Darfur rebels agree on position for final talks

07 Aug, 2007

Darfur rebel factions meeting in Tanzania have reached a common negotiating position for final peace talks with the Sudanese government which they want to hold within three months, international mediators said on Monday.
The rebel factions had been meeting at a luxury resort in the northern Tanzanian town of Arusha to try and bury past differences over the leadership and direction of the vast western region of Sudan.
UN envoy to Darfur Jan Eliasson said the groups reached "a common platform" for negotiations, encompassing power and wealth sharing, security, land and humanitarian issues. "They ... recommended that final talks should be held between two to three months from now," Eliasson told the closing session of the four-day meeting organised by the United Nations and the African Union (AU). The rebels gave few details, saying several groups would stay in Arusha to work them out.
There was no immediate reaction from Khartoum. The government has said it was ready to talk to the rebels, though not to substantially change what was already agreed in a May 2006 peace deal with one rebel faction.
International experts estimate 200,000 people have died in the four-year conflict since mostly non-Arab rebels took up arms in early 2003, accusing Khartoum of neglecting Darfur. The government mobilised mostly Arab militias to quell the revolt.

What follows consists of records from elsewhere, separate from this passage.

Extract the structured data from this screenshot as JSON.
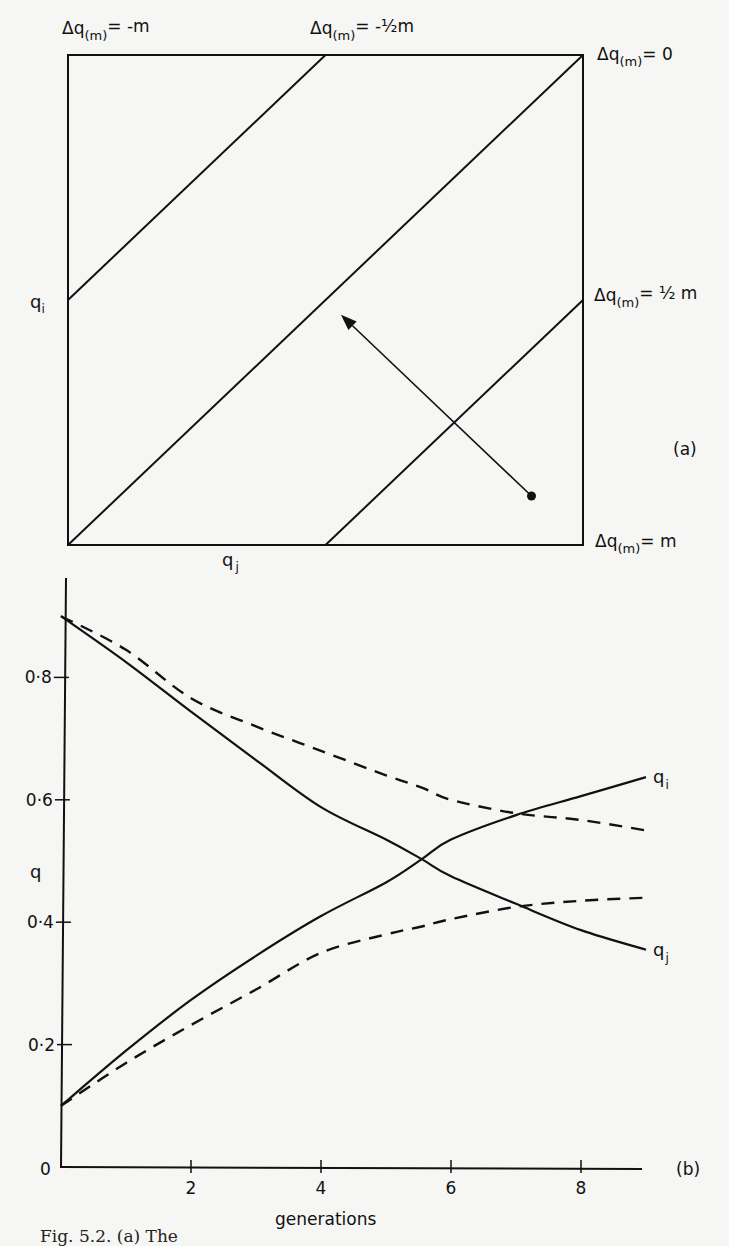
{
  "figure_a": {
    "panel_label": "(a)",
    "axis_x_label": "q",
    "axis_x_sub": "j",
    "axis_y_label": "q",
    "axis_y_sub": "i",
    "line_labels": [
      {
        "id": "neg_m",
        "prefix": "Δq",
        "sub": "(m)",
        "eq": "= -m"
      },
      {
        "id": "neg_half",
        "prefix": "Δq",
        "sub": "(m)",
        "eq": "= -½m"
      },
      {
        "id": "zero",
        "prefix": "Δq",
        "sub": "(m)",
        "eq": "= 0"
      },
      {
        "id": "pos_half",
        "prefix": "Δq",
        "sub": "(m)",
        "eq": "= ½ m"
      },
      {
        "id": "pos_m",
        "prefix": "Δq",
        "sub": "(m)",
        "eq": "= m"
      }
    ],
    "diagonals": [
      {
        "name": "delta-neg-half-line",
        "qi_minus_qj": 0.5
      },
      {
        "name": "delta-zero-line",
        "qi_minus_qj": 0.0
      },
      {
        "name": "delta-pos-half-line",
        "qi_minus_qj": -0.5
      }
    ],
    "trajectory": {
      "start": {
        "qj": 0.9,
        "qi": 0.1
      },
      "end": {
        "qj": 0.53,
        "qi": 0.47
      }
    }
  },
  "chart_data": {
    "type": "line",
    "title": "",
    "panel_label": "(b)",
    "xlabel": "generations",
    "ylabel": "q",
    "xlim": [
      0,
      9.4
    ],
    "ylim": [
      0,
      0.97
    ],
    "x_ticks": [
      2,
      4,
      6,
      8
    ],
    "y_ticks": [
      0.2,
      0.4,
      0.6,
      0.8
    ],
    "y_tick_labels": [
      "0·2",
      "0·4",
      "0·6",
      "0·8"
    ],
    "origin_label": "0",
    "grid": false,
    "x": [
      0,
      1,
      2,
      3,
      4,
      5,
      5.55,
      6,
      7,
      8,
      9
    ],
    "series": [
      {
        "name": "q_i (solid)",
        "style": "solid",
        "end_label": "q",
        "end_sub": "i",
        "values": [
          0.1,
          0.19,
          0.273,
          0.345,
          0.41,
          0.465,
          0.503,
          0.535,
          0.575,
          0.606,
          0.637
        ]
      },
      {
        "name": "q_j (solid)",
        "style": "solid",
        "end_label": "q",
        "end_sub": "j",
        "values": [
          0.9,
          0.825,
          0.744,
          0.665,
          0.588,
          0.535,
          0.503,
          0.475,
          0.43,
          0.387,
          0.355
        ]
      },
      {
        "name": "q_i (dashed)",
        "style": "dashed",
        "values": [
          0.1,
          0.17,
          0.232,
          0.29,
          0.35,
          0.38,
          0.393,
          0.405,
          0.425,
          0.435,
          0.44
        ]
      },
      {
        "name": "q_j (dashed)",
        "style": "dashed",
        "values": [
          0.9,
          0.845,
          0.766,
          0.72,
          0.68,
          0.64,
          0.62,
          0.6,
          0.578,
          0.567,
          0.55
        ]
      }
    ]
  },
  "caption": "Fig. 5.2. (a) The"
}
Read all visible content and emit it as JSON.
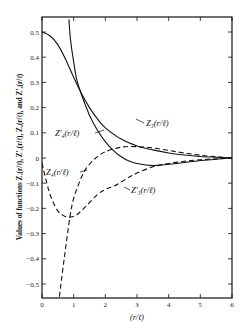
{
  "chart_data": {
    "type": "line",
    "title": "",
    "xlabel": "(r/ℓ)",
    "ylabel": "Values of functions Z3(r/ℓ), Z3'(r/ℓ), Z4(r/ℓ), and Z4'(r/ℓ)",
    "xlim": [
      0,
      6
    ],
    "ylim": [
      -0.55,
      0.55
    ],
    "grid": false,
    "legend": "none (inline curve labels)",
    "x_ticks": [
      "0",
      "1",
      "2",
      "3",
      "4",
      "5",
      "6"
    ],
    "y_ticks": [
      "0.5",
      "0.4",
      "0.3",
      "0.2",
      "0.1",
      "0",
      "-0.1",
      "-0.2",
      "-0.3",
      "-0.4",
      "-0.5"
    ],
    "series": [
      {
        "name": "Z3(r/ℓ)",
        "style": "solid",
        "points": [
          [
            0,
            0.5
          ],
          [
            0.25,
            0.485
          ],
          [
            0.5,
            0.45
          ],
          [
            0.75,
            0.39
          ],
          [
            1.0,
            0.32
          ],
          [
            1.25,
            0.255
          ],
          [
            1.5,
            0.2
          ],
          [
            1.75,
            0.155
          ],
          [
            2.0,
            0.12
          ],
          [
            2.5,
            0.075
          ],
          [
            3.0,
            0.048
          ],
          [
            3.5,
            0.032
          ],
          [
            4.0,
            0.02
          ],
          [
            4.5,
            0.012
          ],
          [
            5.0,
            0.006
          ],
          [
            5.5,
            0.003
          ],
          [
            6.0,
            0.0
          ]
        ]
      },
      {
        "name": "Z4'(r/ℓ)",
        "style": "solid",
        "points": [
          [
            0.85,
            0.55
          ],
          [
            0.9,
            0.47
          ],
          [
            1.0,
            0.38
          ],
          [
            1.1,
            0.31
          ],
          [
            1.25,
            0.25
          ],
          [
            1.5,
            0.17
          ],
          [
            1.75,
            0.11
          ],
          [
            2.0,
            0.065
          ],
          [
            2.25,
            0.03
          ],
          [
            2.5,
            0.005
          ],
          [
            2.75,
            -0.012
          ],
          [
            3.0,
            -0.022
          ],
          [
            3.5,
            -0.03
          ],
          [
            4.0,
            -0.025
          ],
          [
            4.5,
            -0.018
          ],
          [
            5.0,
            -0.01
          ],
          [
            5.5,
            -0.005
          ],
          [
            6.0,
            0.0
          ]
        ]
      },
      {
        "name": "Z4(r/ℓ)",
        "style": "dashed",
        "points": [
          [
            0.0,
            -0.02
          ],
          [
            0.15,
            -0.1
          ],
          [
            0.3,
            -0.16
          ],
          [
            0.5,
            -0.21
          ],
          [
            0.7,
            -0.23
          ],
          [
            0.88,
            -0.235
          ],
          [
            1.1,
            -0.225
          ],
          [
            1.4,
            -0.19
          ],
          [
            1.75,
            -0.145
          ],
          [
            2.0,
            -0.125
          ],
          [
            2.3,
            -0.11
          ],
          [
            2.7,
            -0.08
          ],
          [
            3.0,
            -0.06
          ],
          [
            3.5,
            -0.035
          ],
          [
            4.0,
            -0.022
          ],
          [
            4.5,
            -0.013
          ],
          [
            5.0,
            -0.007
          ],
          [
            5.5,
            -0.003
          ],
          [
            6.0,
            0.0
          ]
        ]
      },
      {
        "name": "Z3'(r/ℓ)",
        "style": "dashed",
        "points": [
          [
            0.55,
            -0.55
          ],
          [
            0.7,
            -0.4
          ],
          [
            0.88,
            -0.235
          ],
          [
            1.0,
            -0.16
          ],
          [
            1.2,
            -0.09
          ],
          [
            1.4,
            -0.04
          ],
          [
            1.7,
            0.0
          ],
          [
            2.0,
            0.025
          ],
          [
            2.5,
            0.043
          ],
          [
            3.0,
            0.045
          ],
          [
            3.5,
            0.04
          ],
          [
            4.0,
            0.03
          ],
          [
            4.5,
            0.02
          ],
          [
            5.0,
            0.011
          ],
          [
            5.5,
            0.005
          ],
          [
            6.0,
            0.0
          ]
        ]
      }
    ],
    "annotations": [
      {
        "text": "Z3(r/ℓ)",
        "x": 3.0,
        "y": 0.125,
        "arrow_to": [
          2.55,
          0.07
        ]
      },
      {
        "text": "Z'4(r/ℓ)",
        "x": 1.2,
        "y": 0.1,
        "arrow_to": [
          1.9,
          0.1
        ]
      },
      {
        "text": "Z4(r/ℓ)",
        "x": 0.9,
        "y": -0.065,
        "arrow_to": [
          1.35,
          -0.05
        ]
      },
      {
        "text": "Z'3(r/ℓ)",
        "x": 2.6,
        "y": -0.1,
        "arrow_to": [
          2.3,
          -0.1
        ]
      }
    ]
  },
  "labels": {
    "xlabel": "(r/ℓ)",
    "ylabel": "Values of functions Z₃(r/ℓ), Z'₃(r/ℓ), Z₄(r/ℓ), and Z'₄(r/ℓ)",
    "curve_Z3": "Z₃(r/ℓ)",
    "curve_Z4p": "Z'₄(r/ℓ)",
    "curve_Z4": "Z₄(r/ℓ)",
    "curve_Z3p": "Z'₃(r/ℓ)"
  }
}
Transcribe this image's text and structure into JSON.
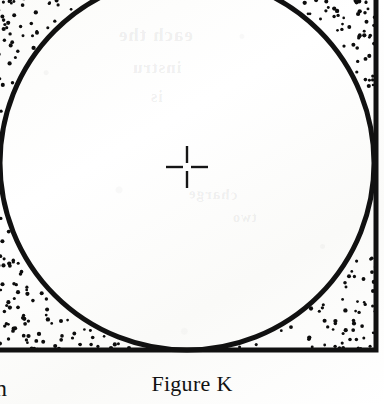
{
  "page": {
    "kind": "scanned-textbook-figure",
    "width": 384,
    "height": 404,
    "paper_color": "#fdfdfc",
    "ink_color": "#111111"
  },
  "figure": {
    "caption": "Figure K",
    "square": {
      "label": "square-outline",
      "stroke_color": "#111111",
      "stroke_width": 5,
      "right_edge_x": 376,
      "bottom_edge_y": 350,
      "top_edge_y": -36,
      "left_edge_x": -40,
      "note": "left and top edges extend past the cropped page edge"
    },
    "circle": {
      "label": "inscribed-circle",
      "stroke_color": "#111111",
      "stroke_width": 5,
      "center_x": 187,
      "center_y": 163,
      "radius": 187,
      "note": "tangent to square on all four sides; top of circle cropped by page edge"
    },
    "crosshair": {
      "label": "center-mark",
      "center_x": 187,
      "center_y": 167,
      "arm_length": 21,
      "gap": 4,
      "stroke_color": "#151515",
      "stroke_width": 2.4
    },
    "stipple": {
      "label": "corner-shading",
      "dot_color": "#0d0d0d",
      "dot_radius": 1.7,
      "regions": [
        "top-left",
        "top-right",
        "bottom-left",
        "bottom-right"
      ],
      "note": "random dot fill between the circle and the square corners"
    }
  },
  "bleed_through": {
    "note": "faint mirrored text showing through from the reverse side of the page",
    "lines": [
      "each the",
      "instru",
      "is",
      "charge",
      "two"
    ]
  },
  "edge_fragment": {
    "text": "n",
    "note": "partial word from the adjacent column, clipped by the left page edge"
  }
}
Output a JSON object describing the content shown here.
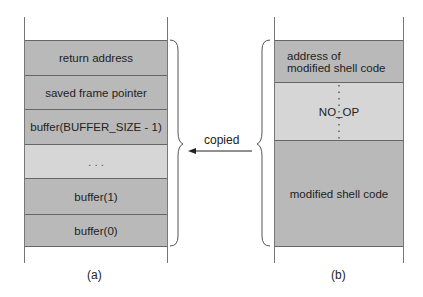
{
  "figure": {
    "left_stack": {
      "caption": "(a)",
      "cells": [
        {
          "label": "return address"
        },
        {
          "label": "saved frame pointer"
        },
        {
          "label": "buffer(BUFFER_SIZE - 1)"
        },
        {
          "label": ". . ."
        },
        {
          "label": "buffer(1)"
        },
        {
          "label": "buffer(0)"
        }
      ]
    },
    "right_stack": {
      "caption": "(b)",
      "cells": [
        {
          "label": "address of modified shell code"
        },
        {
          "label": "NO_OP"
        },
        {
          "label": "modified shell code"
        }
      ]
    },
    "arrow_label": "copied"
  }
}
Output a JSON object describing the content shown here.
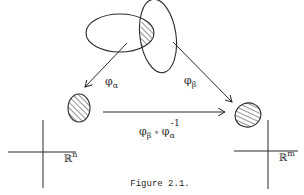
{
  "figure": {
    "caption": "Figure 2.1.",
    "labels": {
      "phi_alpha": {
        "base": "φ",
        "sub": "α"
      },
      "phi_beta": {
        "base": "φ",
        "sub": "β"
      },
      "transition": {
        "base1": "φ",
        "sub1": "β",
        "op": "∘",
        "base2": "φ",
        "sub2": "α",
        "sup2": "-1"
      },
      "rn": {
        "base": "ℝ",
        "sup": "n"
      },
      "rm": {
        "base": "ℝ",
        "sup": "m"
      }
    },
    "colors": {
      "ink": "#2a2a2a",
      "background": "#ffffff"
    }
  }
}
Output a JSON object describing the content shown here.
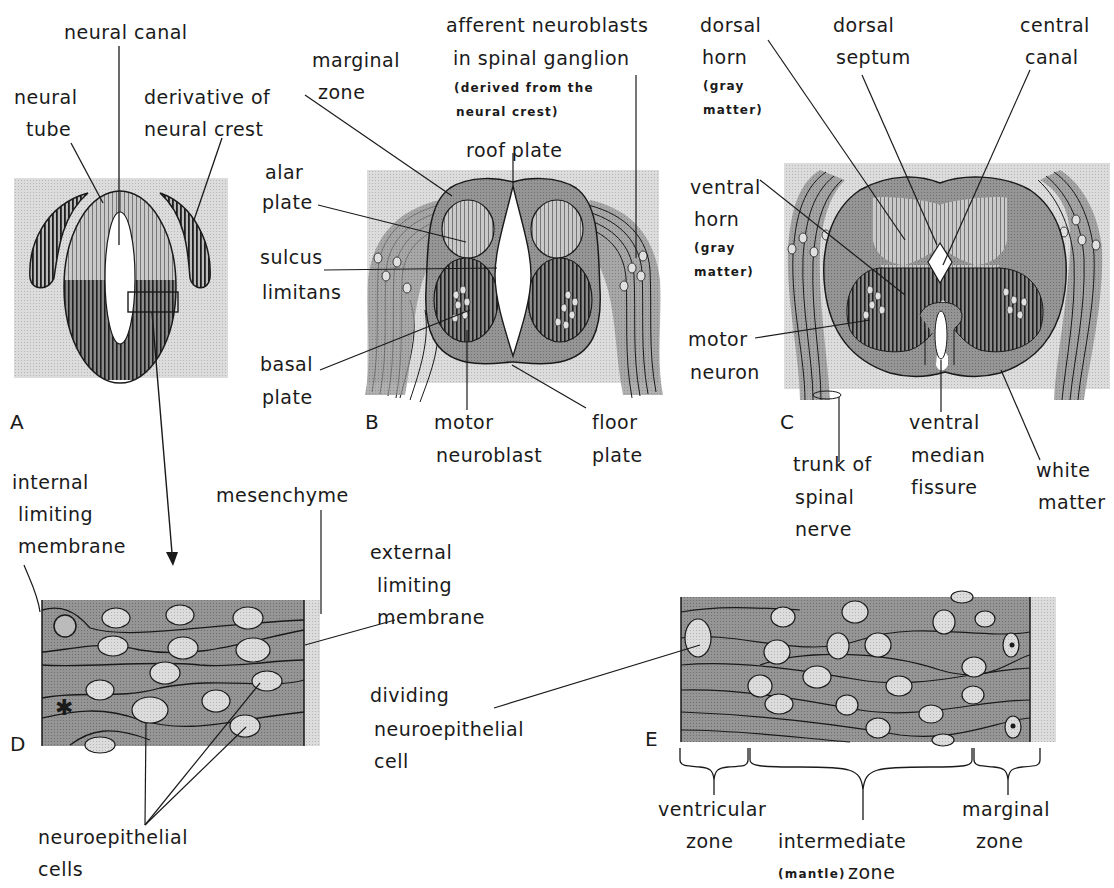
{
  "figure": {
    "panels": [
      "A",
      "B",
      "C",
      "D",
      "E"
    ],
    "colors": {
      "background_stipple": "#d6d6d6",
      "gray_tissue": "#8e8e8e",
      "dark_hatch": "#2a2a2a",
      "light_hatch": "#b8b8b8",
      "nucleus": "#cfcfcf",
      "line": "#1a1a1a"
    }
  },
  "panel_a": {
    "letter": "A",
    "labels": {
      "neural_canal": "neural canal",
      "neural_tube_1": "neural",
      "neural_tube_2": "tube",
      "crest_1": "derivative of",
      "crest_2": "neural crest"
    }
  },
  "panel_b": {
    "letter": "B",
    "labels": {
      "marginal_1": "marginal",
      "marginal_2": "zone",
      "afferent_1": "afferent neuroblasts",
      "afferent_2": "in spinal ganglion",
      "afferent_3": "(derived from the",
      "afferent_4": "neural crest)",
      "roof_plate": "roof plate",
      "alar_1": "alar",
      "alar_2": "plate",
      "sulcus_1": "sulcus",
      "sulcus_2": "limitans",
      "basal_1": "basal",
      "basal_2": "plate",
      "motor_1": "motor",
      "motor_2": "neuroblast",
      "floor_1": "floor",
      "floor_2": "plate"
    }
  },
  "panel_c": {
    "letter": "C",
    "labels": {
      "dorsal_horn_1": "dorsal",
      "dorsal_horn_2": "horn",
      "dorsal_horn_3": "(gray",
      "dorsal_horn_4": "matter)",
      "septum_1": "dorsal",
      "septum_2": "septum",
      "central_1": "central",
      "central_2": "canal",
      "ventral_horn_1": "ventral",
      "ventral_horn_2": "horn",
      "ventral_horn_3": "(gray",
      "ventral_horn_4": "matter)",
      "motor_neuron_1": "motor",
      "motor_neuron_2": "neuron",
      "trunk_1": "trunk of",
      "trunk_2": "spinal",
      "trunk_3": "nerve",
      "fissure_1": "ventral",
      "fissure_2": "median",
      "fissure_3": "fissure",
      "white_1": "white",
      "white_2": "matter"
    }
  },
  "panel_d": {
    "letter": "D",
    "labels": {
      "internal_1": "internal",
      "internal_2": "limiting",
      "internal_3": "membrane",
      "mesenchyme": "mesenchyme",
      "external_1": "external",
      "external_2": "limiting",
      "external_3": "membrane",
      "neuro_1": "neuroepithelial",
      "neuro_2": "cells"
    }
  },
  "panel_e": {
    "letter": "E",
    "labels": {
      "dividing_1": "dividing",
      "dividing_2": "neuroepithelial",
      "dividing_3": "cell",
      "ventricular_1": "ventricular",
      "ventricular_2": "zone",
      "intermediate_1": "intermediate",
      "intermediate_2": "(mantle)",
      "intermediate_3": "zone",
      "marginal_1": "marginal",
      "marginal_2": "zone"
    }
  }
}
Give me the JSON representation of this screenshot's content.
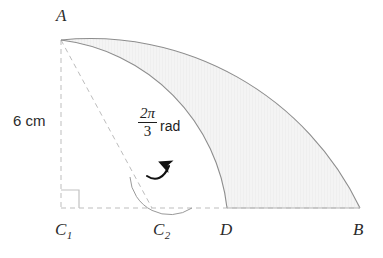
{
  "figure": {
    "colors": {
      "stroke": "#8d8d8d",
      "dashed_stroke": "#b9b9b9",
      "shade_fill": "#f3f3f3",
      "text": "#2b2b2b",
      "arrow": "#111111"
    },
    "points": [
      {
        "id": "A",
        "label": "A",
        "sub": "",
        "x": 61,
        "y": 40
      },
      {
        "id": "C1",
        "label": "C",
        "sub": "1",
        "x": 61,
        "y": 208
      },
      {
        "id": "C2",
        "label": "C",
        "sub": "2",
        "x": 152,
        "y": 208
      },
      {
        "id": "D",
        "label": "D",
        "sub": "",
        "x": 227,
        "y": 208
      },
      {
        "id": "B",
        "label": "B",
        "sub": "",
        "x": 360,
        "y": 208
      }
    ],
    "labels": {
      "vertex_a": "A",
      "vertex_c1": "C",
      "vertex_c1_sub": "1",
      "vertex_c2": "C",
      "vertex_c2_sub": "2",
      "vertex_d": "D",
      "vertex_b": "B"
    },
    "measurements": {
      "side_length": "6 cm",
      "side_length_value": 6,
      "side_length_unit": "cm",
      "side_length_segment": "A to C1"
    },
    "angle": {
      "numerator": "2π",
      "denominator": "3",
      "unit": "rad",
      "value_text": "2π/3 rad",
      "vertex": "C2",
      "measured_from": "C2-B ray",
      "measured_to": "C2-A ray"
    },
    "arcs": [
      {
        "name": "outer-arc",
        "from": "A",
        "to": "B",
        "centre": "C1",
        "radius_px": 299
      },
      {
        "name": "inner-arc",
        "from": "A",
        "to": "D",
        "centre": "C2",
        "radius_px": 191
      }
    ],
    "dashed_segments": [
      {
        "name": "segment-a-c1",
        "from": "A",
        "to": "C1"
      },
      {
        "name": "segment-a-c2",
        "from": "A",
        "to": "C2"
      },
      {
        "name": "segment-c1-b",
        "from": "C1",
        "to": "B"
      }
    ],
    "right_angle": {
      "at": "C1",
      "marker": "square"
    },
    "arrow": {
      "name": "angle-direction-arrow",
      "direction": "counterclockwise-to-A"
    }
  }
}
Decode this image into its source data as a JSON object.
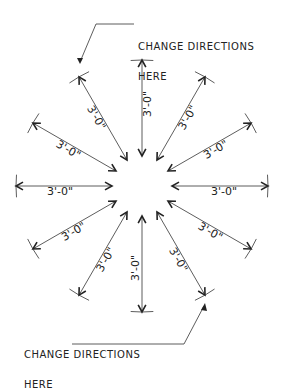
{
  "diagram": {
    "type": "radial-dimension-drawing",
    "center": {
      "x": 142,
      "y": 186
    },
    "inner_radius": 30,
    "outer_radius": 126,
    "line_color": "#333333",
    "dimension_label": "3'-0\"",
    "dimensions": [
      {
        "angle": -90,
        "label": "3'-0\""
      },
      {
        "angle": -60,
        "label": "3'-0\""
      },
      {
        "angle": -30,
        "label": "3'-0\""
      },
      {
        "angle": 0,
        "label": "3'-0\""
      },
      {
        "angle": 30,
        "label": "3'-0\""
      },
      {
        "angle": 60,
        "label": "3'-0\""
      },
      {
        "angle": 90,
        "label": "3'-0\""
      },
      {
        "angle": 120,
        "label": "3'-0\""
      },
      {
        "angle": 150,
        "label": "3'-0\""
      },
      {
        "angle": 180,
        "label": "3'-0\""
      },
      {
        "angle": 210,
        "label": "3'-0\""
      },
      {
        "angle": 240,
        "label": "3'-0\""
      }
    ],
    "notes": {
      "top": {
        "line1": "CHANGE DIRECTIONS",
        "line2": "HERE"
      },
      "bottom": {
        "line1": "CHANGE DIRECTIONS",
        "line2": "HERE"
      }
    }
  }
}
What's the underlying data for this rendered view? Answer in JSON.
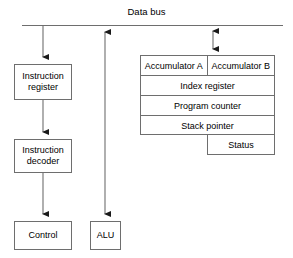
{
  "diagram": {
    "title": "Data bus",
    "bus": {
      "label": "Data bus",
      "line_color": "#6e6e6e"
    },
    "nodes": [
      {
        "id": "instruction-register",
        "label": "Instruction\nregister",
        "line1": "Instruction",
        "line2": "register"
      },
      {
        "id": "instruction-decoder",
        "label": "Instruction\ndecoder",
        "line1": "Instruction",
        "line2": "decoder"
      },
      {
        "id": "control",
        "label": "Control"
      },
      {
        "id": "alu",
        "label": "ALU"
      }
    ],
    "registers": {
      "rows": [
        {
          "type": "split",
          "left": "Accumulator A",
          "right": "Accumulator B"
        },
        {
          "type": "full",
          "label": "Index register"
        },
        {
          "type": "full",
          "label": "Program counter"
        },
        {
          "type": "full",
          "label": "Stack pointer"
        }
      ],
      "status": {
        "label": "Status"
      }
    },
    "connections": [
      {
        "from": "data-bus",
        "to": "instruction-register",
        "arrow": "single-down"
      },
      {
        "from": "instruction-register",
        "to": "instruction-decoder",
        "arrow": "single-down"
      },
      {
        "from": "instruction-decoder",
        "to": "control",
        "arrow": "single-down"
      },
      {
        "from": "data-bus",
        "to": "alu",
        "arrow": "double"
      },
      {
        "from": "data-bus",
        "to": "registers",
        "arrow": "double"
      }
    ],
    "colors": {
      "stroke": "#6e6e6e",
      "arrow": "#1a1a1a",
      "background": "#ffffff",
      "text": "#000000"
    }
  }
}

Since the 2006 peace deal, insurgents have split into more than a dozen groups with myriad demands. Analysts have said the Arusha meeting's chance of success was hampered by the absence of some important rebel figures, but nonetheless succeeded in boosting unity.
"The key ... is who they are going to send to negotiations to represent them all," International Crisis Group analyst Hannah Stogdon told Reuters. "If they can agree on that publicly, that is a good sign." Diplomats said the presence of field commanders helped bridge a political-military divide in the movements.
"There was more consultation among themselves than with us," AU special envoy to Darfur Salim Ahmed Salim told reporters. The rebels meeting in Tanzania also decided to keep the door open for those who were invited but did not participate to join a common platform, he said.
Khartoum accused Paris of failing to encourage one prominent leader living in France, Abdel Wahed Mohamed el-Nur, to attend. He has only a few troops, but commands huge support among 2.5 million Darfuris forced into refugee camps. Analysts say his blessing is essential to the success of any peace deal.
"We want to send a message to our brother Abdel Wahed. We are in need of his participation. We have agreed to meet him anywhere," SLA commander Jar el-Neby told Reuters in Arusha. The large Sudan Liberation Army-Unity faction eventually relented on its refusal to participate in the talks in protest at the virtual imprisonment of its humanitarian co-ordinator, Suleiman Jamous, in a UN hospital near Darfur.
Salim and Eliasson said they were making efforts to get him freed in talks with Khartoum due to start on Tuesday. Speaking to Reuters, Khalil Abdallah from the new umbrella United Front for Liberation and Development urged foreign powers to pressure the government to negotiate seriously.
"This regime is used to going back on agreements and not implementing deals. The international community has to be serious and put real pressure on the government," he said.
Eliasson and Salim now have to convince Khartoum to agree to negotiate the points specified by the rebels. The government has said it will not reopen the deal signed last year, but would only consider making additions to it.
Eliasson said rebel-government talks could be held in any of the regional nations trying to mediate the conflict or in any other country that the mediation considers suitable. The venue and timing would be taken up with Sudan, he said.
The rebels agreed to cease fire if Sudan also agreed to do so, he said. They would also guarantee access for aid agencies, refrain from attacking AU peacekeepers, and cooperate with a planned 26,000-strong AU-UN peacekeeping force approved by the Security Council in New York last week.
An official from the SLA led by Minni Arcua Minnawi said on Monday that unknown armed men had attacked some of Minnawi's forces in Darfur, killing four and injuring five.